The Sitka Assembly awarded $90,000 in grants to local nonprofits, at its meeting Tuesday night (9-9-14).

Seventeen local organizations submitted requests amounting to $164,805. The city has budgeted $100,000 for nonprofit grants this year. That includes $50,000 for human services, $20,000 for cultural and educational efforts, and $20,000 for economic and community development. Another $10,000 is available for emergency requests during the year.

That amount is similar to recent years. In 2014, the assembly awarded $86,450 in nonprofit grants; in 2013, $91,868; and in 2012, $113,828. In 2011, the assembly awarded significantly more: $137,110.

All seventeen organizations received some funding, though many received far less than they had requested.

The largest grant went to Brave Heart Volunteers, which received almost $15,000 for its work providing end-of-life care and grief support. The assembly also awarded nearly $14,000 to the Salvation Army to support its food pantry and soup kitchen, and a little over $9,000 to the Sitka Fine Arts Camp to continue rehabilitating buildings on the Sheldon Jackson Campus.

The full list of requests and final grant amounts is here.

Mike Reif spoke for many on the assembly members when he said he wished they could give more.

“Because of my background more in the private sector, this was probably the one area that I received the most education, of the vast work that nonprofits do in this community,” Reif said. “And although we can’t fund you as much as you ask, you’re really appreciated by me as an assembly member but more so by the community.”

Assembly member Phyllis Hackett called the annual process to decide nonprofit grants  “gruesome.”  Each assembly member read out the awards they wanted to give each nonprofit, which were then averaged in a spreadsheet projected onto a screen during the meeting.
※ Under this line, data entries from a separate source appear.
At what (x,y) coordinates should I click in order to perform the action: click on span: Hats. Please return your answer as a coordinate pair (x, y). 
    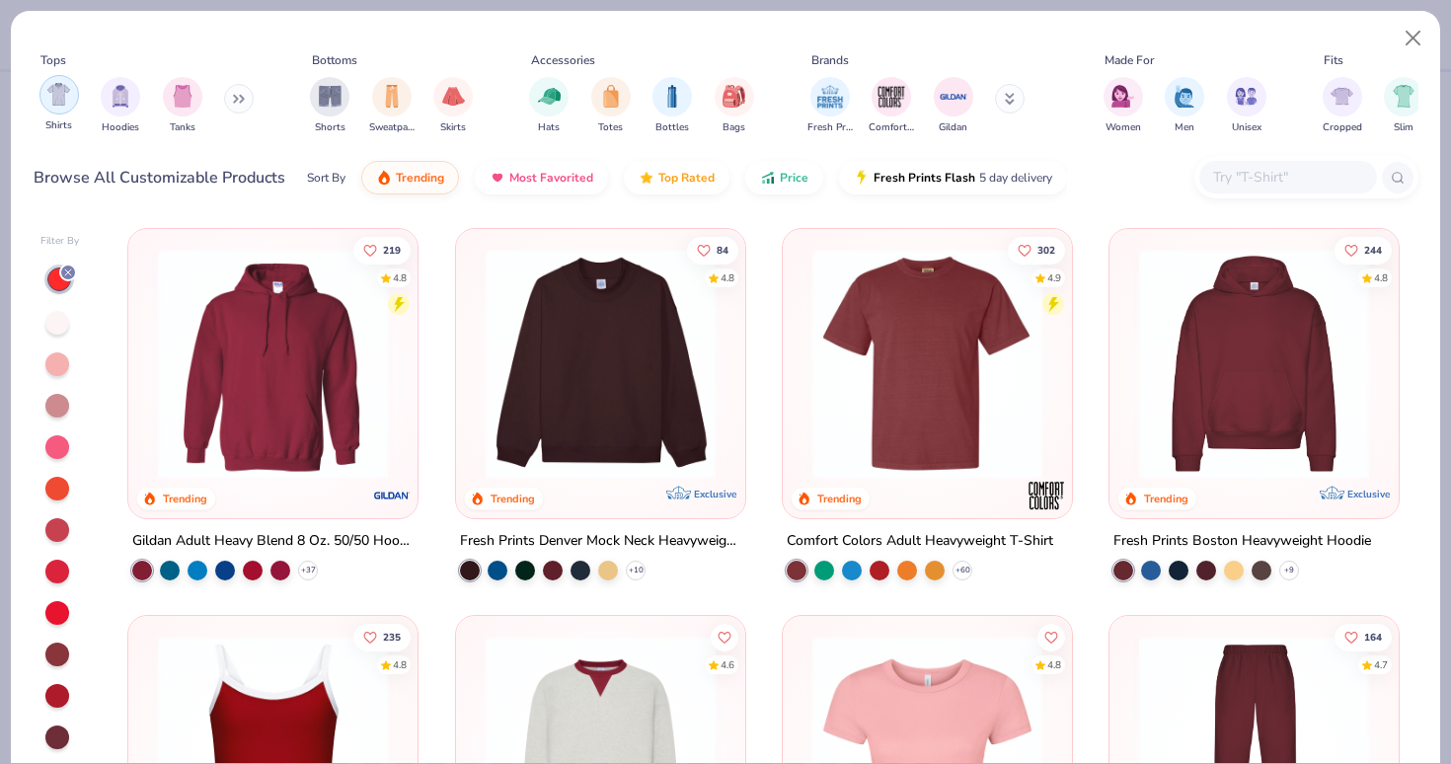
    Looking at the image, I should click on (549, 127).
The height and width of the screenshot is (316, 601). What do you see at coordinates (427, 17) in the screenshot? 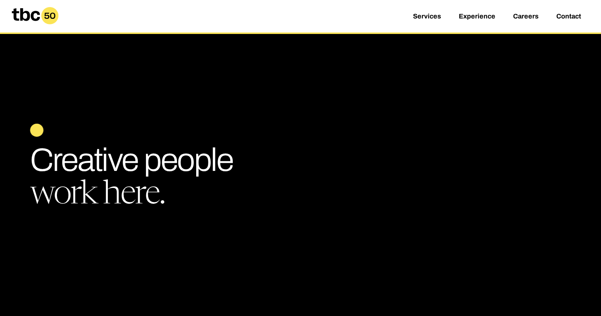
I see `a: Services` at bounding box center [427, 17].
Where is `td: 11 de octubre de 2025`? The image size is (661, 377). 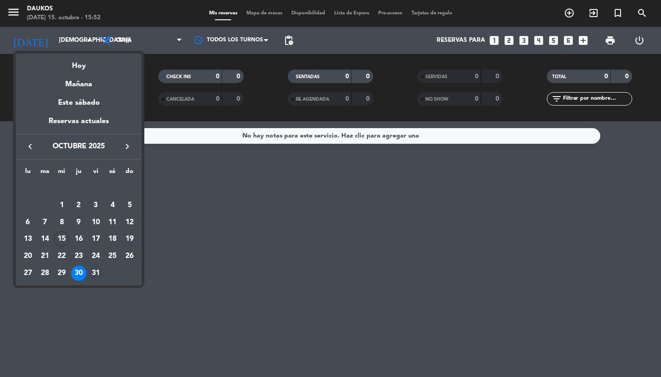 td: 11 de octubre de 2025 is located at coordinates (113, 223).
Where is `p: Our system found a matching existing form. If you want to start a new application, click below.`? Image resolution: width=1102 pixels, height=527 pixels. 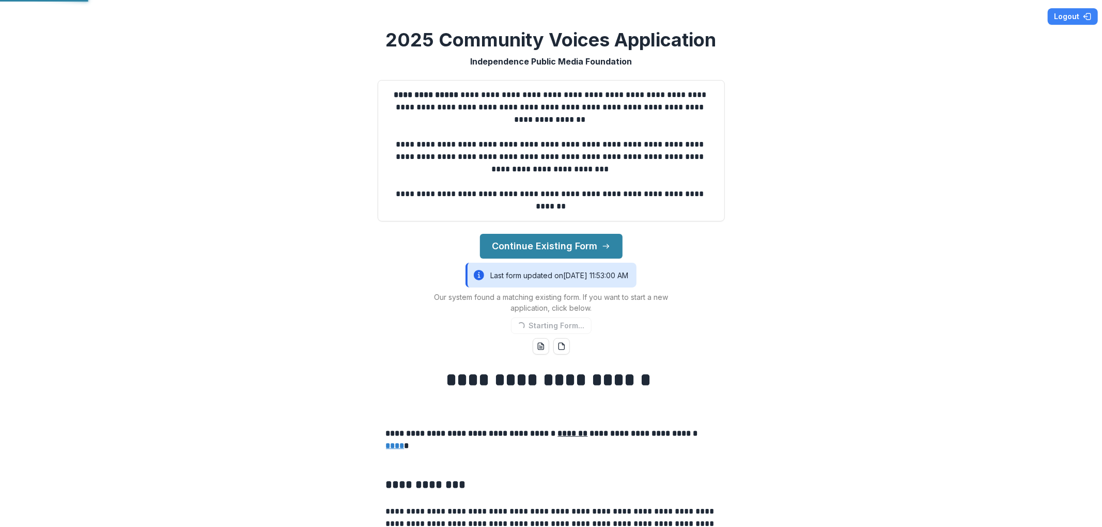 p: Our system found a matching existing form. If you want to start a new application, click below. is located at coordinates (551, 303).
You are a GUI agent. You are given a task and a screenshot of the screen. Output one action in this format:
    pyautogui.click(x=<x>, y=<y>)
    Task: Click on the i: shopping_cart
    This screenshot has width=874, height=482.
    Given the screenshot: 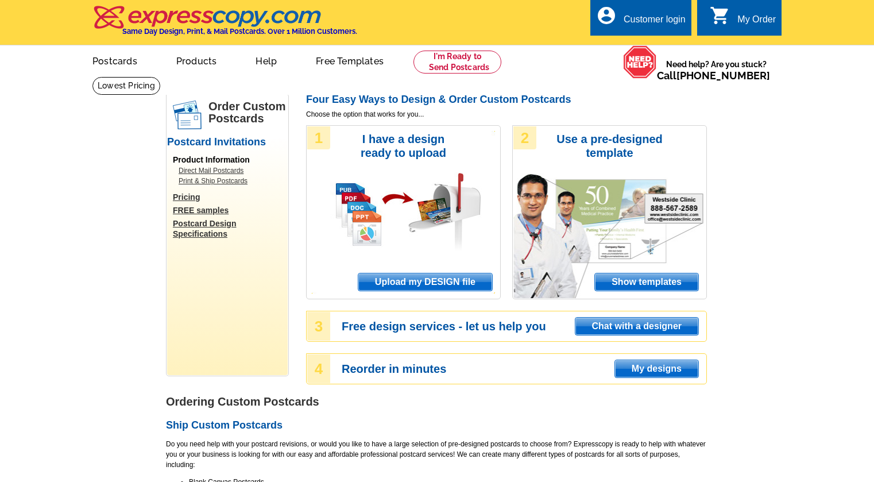 What is the action you would take?
    pyautogui.click(x=720, y=15)
    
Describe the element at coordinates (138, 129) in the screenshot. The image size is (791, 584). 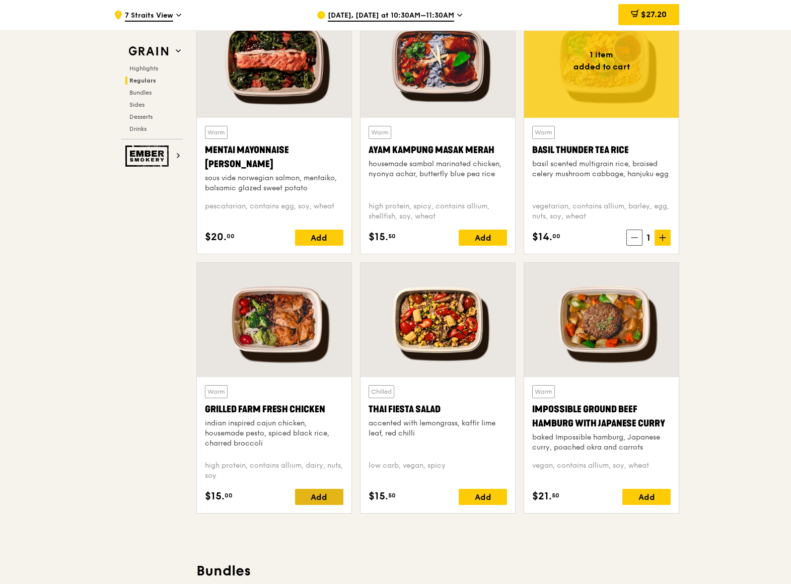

Representatives of most of the local groups watched from the audience.

The amounts recommended by each assembly member are here.

Hackett stressed that one of the things she was looking for in grant applications was the organizations’ ability to leverage city contributions into outside grants. Given that the city can only give small amounts to most organizations, she said, it seems most useful if that money is used to demonstrate local “skin in the game” when pursuing larger grants from foundations or the state.

“People are using these smaller amounts of money that we’re giving them to turn around and leverage the money to bring more money into their organization and more money into our community,” Hackett said. “That’s outside money to circulate around, which is high quality dollars here for us.”

Hackett said she wished the city would find a new, more systematic process for deciding the awards.

You can find more coverage of the Sitka Assembly here.